#### DATA TO USE:
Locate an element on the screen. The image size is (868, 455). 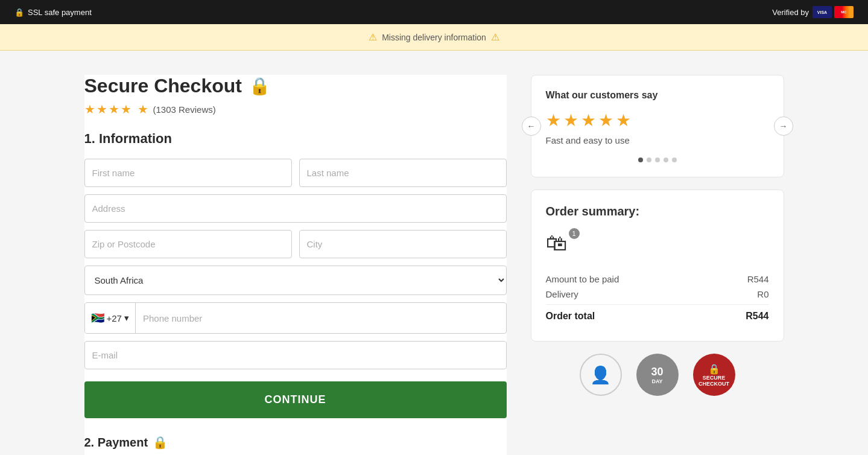
order-item: 🛍 1 is located at coordinates (657, 246).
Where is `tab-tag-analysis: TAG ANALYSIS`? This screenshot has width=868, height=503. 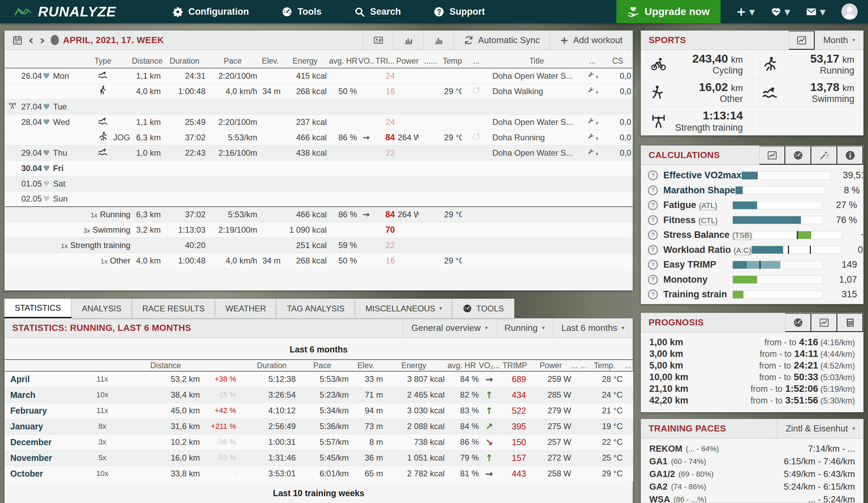 tab-tag-analysis: TAG ANALYSIS is located at coordinates (316, 308).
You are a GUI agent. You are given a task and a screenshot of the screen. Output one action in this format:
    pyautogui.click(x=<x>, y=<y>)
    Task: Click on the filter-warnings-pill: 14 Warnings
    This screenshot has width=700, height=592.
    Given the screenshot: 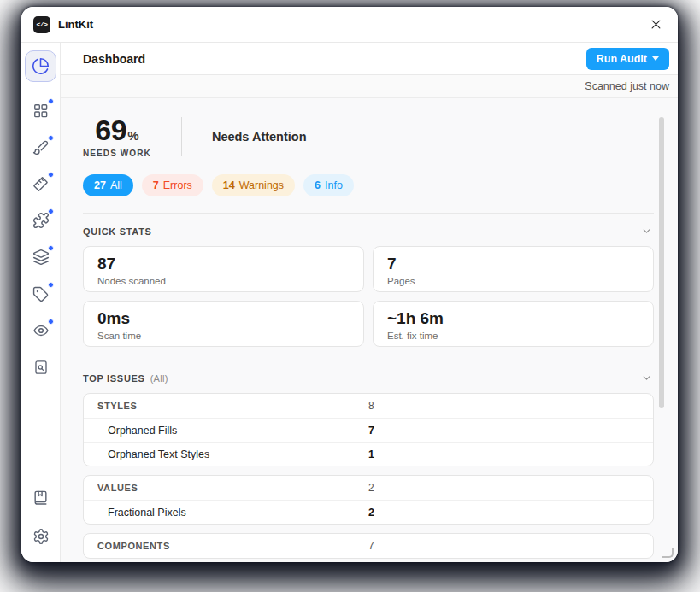 What is the action you would take?
    pyautogui.click(x=253, y=185)
    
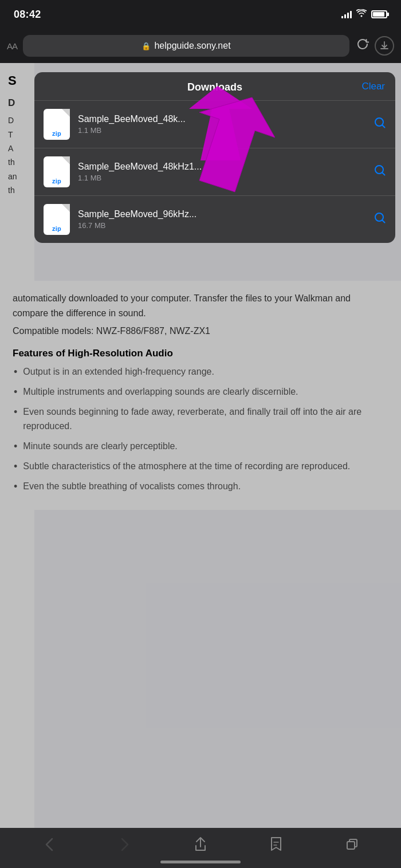 This screenshot has width=401, height=868. Describe the element at coordinates (222, 124) in the screenshot. I see `file-info-1: Sample_BeeMoved_48k... 1.1 MB` at that location.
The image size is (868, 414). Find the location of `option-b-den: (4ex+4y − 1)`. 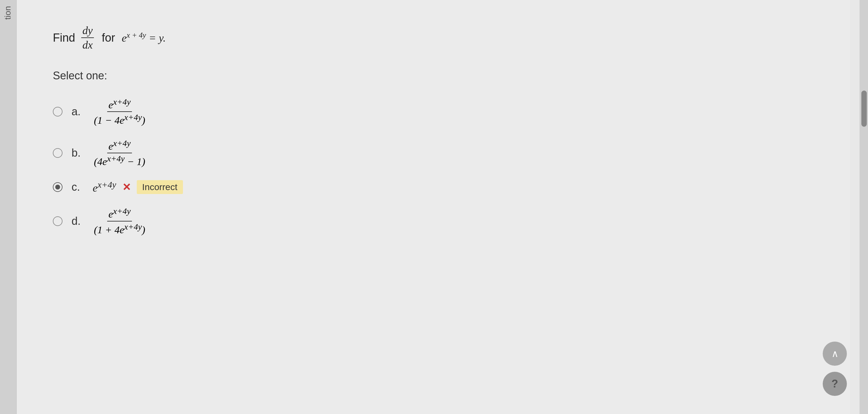

option-b-den: (4ex+4y − 1) is located at coordinates (120, 160).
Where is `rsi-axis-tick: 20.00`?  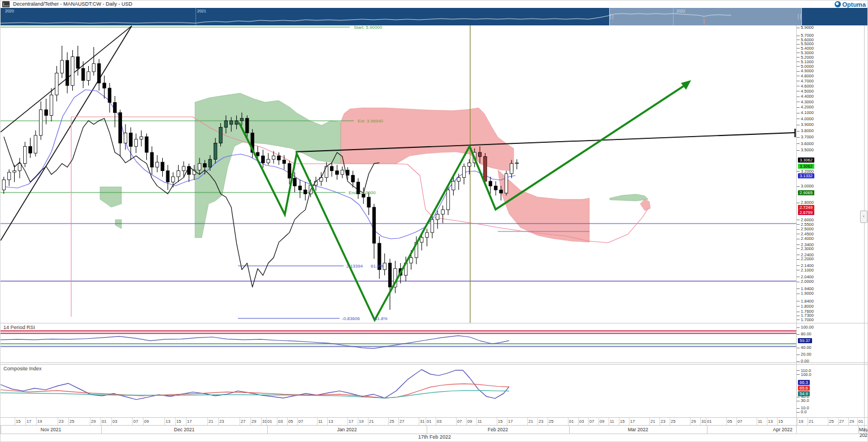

#### ASSIGNED TASK:
Return exactly, and only, the lines that run from the line containing "The image size is (868, 414)." to the last line of the entries above, both ends included, with pictures left out.

#### TASK ANSWER:
The image size is (868, 414). Find the location of `option-b-den: (4ex+4y − 1)`. 

option-b-den: (4ex+4y − 1) is located at coordinates (120, 160).
Where is `rsi-axis-tick: 20.00`?  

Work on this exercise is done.